Now that’s sick… by Francis Shrum

I hate being sick.

It starts with a little tickle in the throat, a stuffy nose, a sore neck, an achy feeling in the back, and it just goes downhill from there.

I’ve got this box of vitamins on top of the refrigerator, full of vitamin C, cod liver oil capsules, echinacea and multi-vitamins. Every morning my family gets “treated” during the cold and flu season.

A major milestone we use to determine whether a person is really sick is when they complain that their hair hurts.

Every year our family tiptoes through the wilderness of flu bugs. Some years we have more casualties than others. Some years are so bad that we refer to them in historical terms: “Remember that winter when …?”

One year we caught the granddaddy of all flu bugs. I was so sick that it was too much effort to watch, much less assimilate, what was happening on television. Then my two littlest ones caught it. They lay side by side on the bed for days, unmoving, staring with sightless eyes at the TV screen. The doc said we just had to wait it out. Every half hour or so I’d take their pulse, their temperature and force-feed them liquids. They lived.

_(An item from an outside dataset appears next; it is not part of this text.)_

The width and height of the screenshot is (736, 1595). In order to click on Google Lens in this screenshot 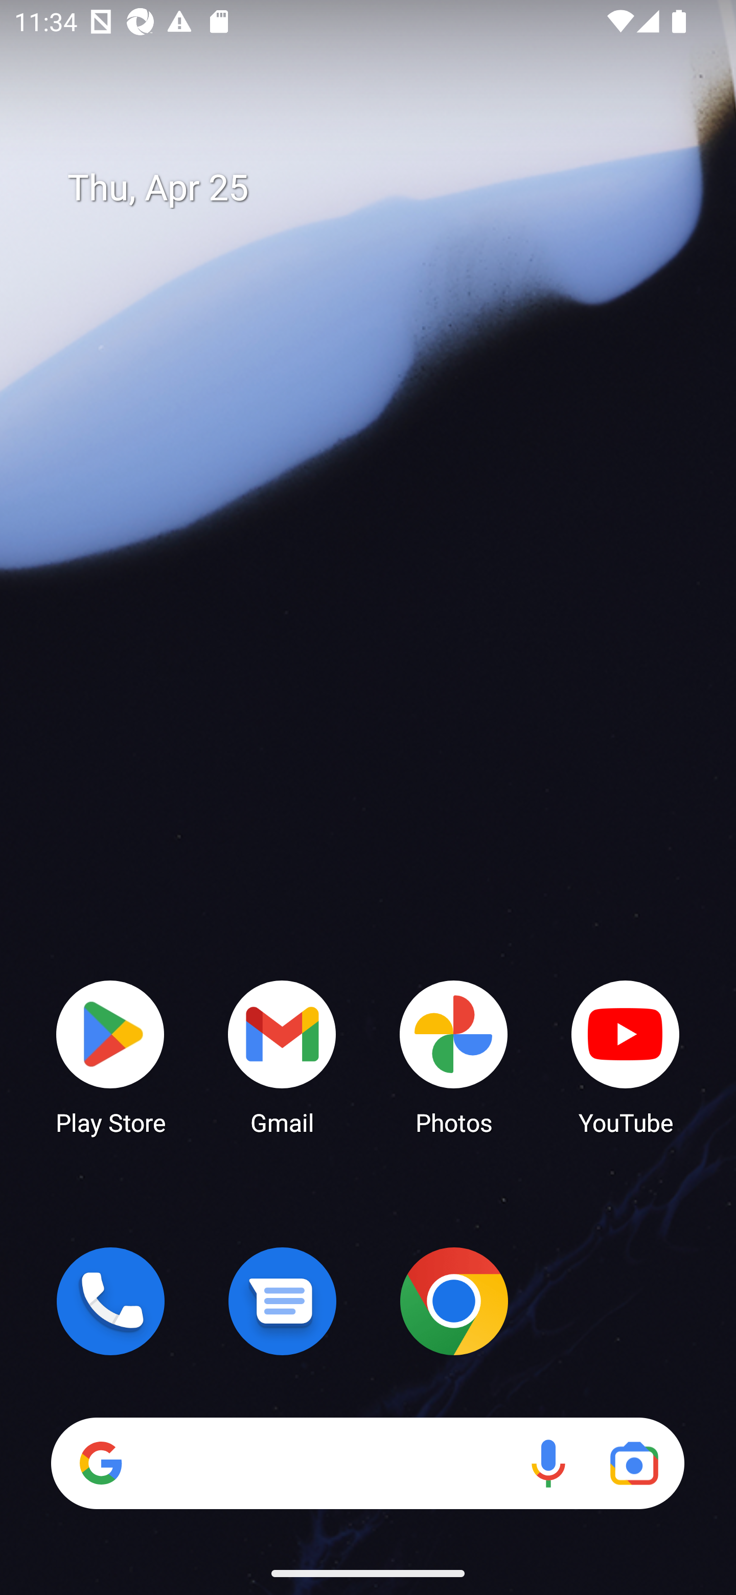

Thankfully, we’ve never all had such a major illness at the same time. I shudder when I read about those folks in pioneer days when they caught typhoid, diphtheria or some such, and were all down at the same time. Sometimes they owed their very survival to a tiny tot who could still bring them a drink of water. The community knew to stay away from that house until the disease had been eradicated.

We don’t handle sickness in such a very logical manner anymore.

If you have kids in public school you know that if your kid misses more than three days due to illness, you must have a doctor’s excuse to get them back in. Everybody knows that it takes about a week to get over the common cold, and the doctor will probably tell you to “rest and drink plenty of liquids.” But this holds no water with the schools. Apparently, they don’t believe a mother is capable of diagnosing a cold or flu, so you have to go buy an excused-slip from a medical professional. This mentality also inspires the wholesale prescribing of antibiotics, which in turn creates super bugs resistant to treatment.

Meanwhile, we so-called adults drag our damaged bodies out of bed, fill ourselves with some kind of artificially life-giving medication, and weave our way through rush-hour traffic to our jobs, either out of a sense of duty or a sense of fear that some up-and-coming person is going to make the company realize that they really can get by without us.

With a system like this, we don’t even need bio-terrorism introduced by an enemy to decimate our populace. We do a pretty good job of it all on our own.